The vaccine has performed consistently well in trials in patients with multiple myeloma and breast cancer, but it’s suspected that at this point Vaxil does not have the resources to further push the drug to the U.S. market. In American trials, drug development and research can cost millions per trial and No Camel reported that Vaxil’s most recent value was only $3 million.
Unlike the Gardasil vaccine commonly given to women to prevent cervical cancer, ImMucin is given to individuals who are already sick. ImMucin is a therapeutic vaccine and works by stimulating the immune system and teaching it to attack cells that possess the markers for cancer.
Cancer cells are abnormal cells that have begun to multiply rapidly in the body. Unlike viruses and bacteria, they are not invading entities, and the body finds it difficult to respond. What's more, the cancer treatments often compromise the immune system, making it even more difficult for it to respond to the cancer. The vaccine would teach the immune system to send T cells to search for specific markers, which appear on cancer cells, and to destroy only those cells with the cancer marker. The researchers claim that the vaccine can also prevent the cancer from mutating and becoming resistant, a problem found in many other cancer treatment approaches.

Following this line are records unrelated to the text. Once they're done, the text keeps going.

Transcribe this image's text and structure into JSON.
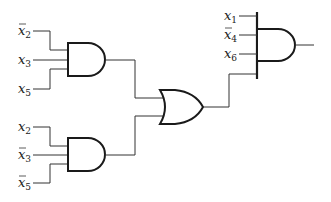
{
  "diagram": {
    "type": "logic-circuit",
    "colors": {
      "line": "#1a1a1a",
      "background": "#ffffff"
    },
    "gates": [
      {
        "id": "and1",
        "type": "AND",
        "inputs": [
          "x̄2",
          "x3",
          "x5"
        ]
      },
      {
        "id": "and2",
        "type": "AND",
        "inputs": [
          "x2",
          "x̄3",
          "x̄5"
        ]
      },
      {
        "id": "or1",
        "type": "OR",
        "inputs": [
          "and1",
          "and2"
        ]
      },
      {
        "id": "and3",
        "type": "AND",
        "inputs": [
          "x1",
          "x̄4",
          "x6",
          "or1"
        ]
      }
    ],
    "labels": {
      "and1_in1": {
        "var": "x",
        "sub": "2",
        "negated": true
      },
      "and1_in2": {
        "var": "x",
        "sub": "3",
        "negated": false
      },
      "and1_in3": {
        "var": "x",
        "sub": "5",
        "negated": false
      },
      "and2_in1": {
        "var": "x",
        "sub": "2",
        "negated": false
      },
      "and2_in2": {
        "var": "x",
        "sub": "3",
        "negated": true
      },
      "and2_in3": {
        "var": "x",
        "sub": "5",
        "negated": true
      },
      "and3_in1": {
        "var": "x",
        "sub": "1",
        "negated": false
      },
      "and3_in2": {
        "var": "x",
        "sub": "4",
        "negated": true
      },
      "and3_in3": {
        "var": "x",
        "sub": "6",
        "negated": false
      }
    }
  }
}
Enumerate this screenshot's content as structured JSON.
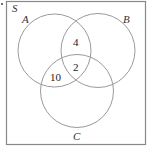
{
  "diagram": {
    "type": "venn",
    "universal_set_label": "S",
    "sets": [
      {
        "label": "A",
        "cx": 54.5,
        "cy": 50.5,
        "r": 36.5
      },
      {
        "label": "B",
        "cx": 98,
        "cy": 50.5,
        "r": 37
      },
      {
        "label": "C",
        "cx": 77,
        "cy": 91,
        "r": 36.5
      }
    ],
    "regions": [
      {
        "sets": [
          "A",
          "B"
        ],
        "exclusive": true,
        "value": "4"
      },
      {
        "sets": [
          "A",
          "B",
          "C"
        ],
        "value": "2"
      },
      {
        "sets": [
          "A",
          "C"
        ],
        "exclusive": true,
        "value": "10"
      }
    ],
    "colors": {
      "frame": "#888888",
      "circle": "#9a9a9a",
      "text": "#222222"
    }
  }
}
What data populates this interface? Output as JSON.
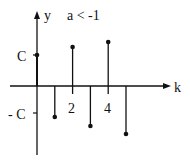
{
  "chart_data": {
    "type": "stem",
    "title": "a < -1",
    "xlabel": "k",
    "ylabel": "y",
    "x_ticks": [
      {
        "k": 2,
        "label": "2"
      },
      {
        "k": 4,
        "label": "4"
      }
    ],
    "y_ticks": [
      {
        "value": 1,
        "label": "C"
      },
      {
        "value": -1,
        "label": "- C"
      }
    ],
    "unit": "C",
    "x": [
      0,
      1,
      2,
      3,
      4,
      5
    ],
    "values": [
      1.0,
      -1.0,
      1.26,
      -1.29,
      1.42,
      -1.55
    ],
    "grid": false,
    "legend": null
  },
  "labels": {
    "y_axis": "y",
    "x_axis": "k",
    "condition": "a < -1",
    "c_pos": "C",
    "c_neg": "- C",
    "tick2": "2",
    "tick4": "4"
  },
  "colors": {
    "ink": "#111111",
    "background": "#ffffff"
  }
}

Vaxil developers hope that if introduced into a patient early enough, the drug may be able to train the immune system to automatically attack the cancer cells, and thus keep the disease at bay.
The vaccine teaches the immune system to search and destroy cells that have the cancer marker MUC1, and according to Vaxil, 90 percent of all cancers use this specific marker.
Another key benefit to the vaccine is the fact that it can be used on nearly all of the world’s population. However, although theoretically it can be used on everyone, the developers warn that since the vaccine uses the body’s immune system to fight off cancer, it would be most effective on individuals with healthy immune systems. This means that unfortunately the cancer would most probably only be effective in cancer patients in the earliest stages of the disease.
Correction: In the original article it was written that Gardasil was given to combat cancer. Gardasil is given to prevent cancer.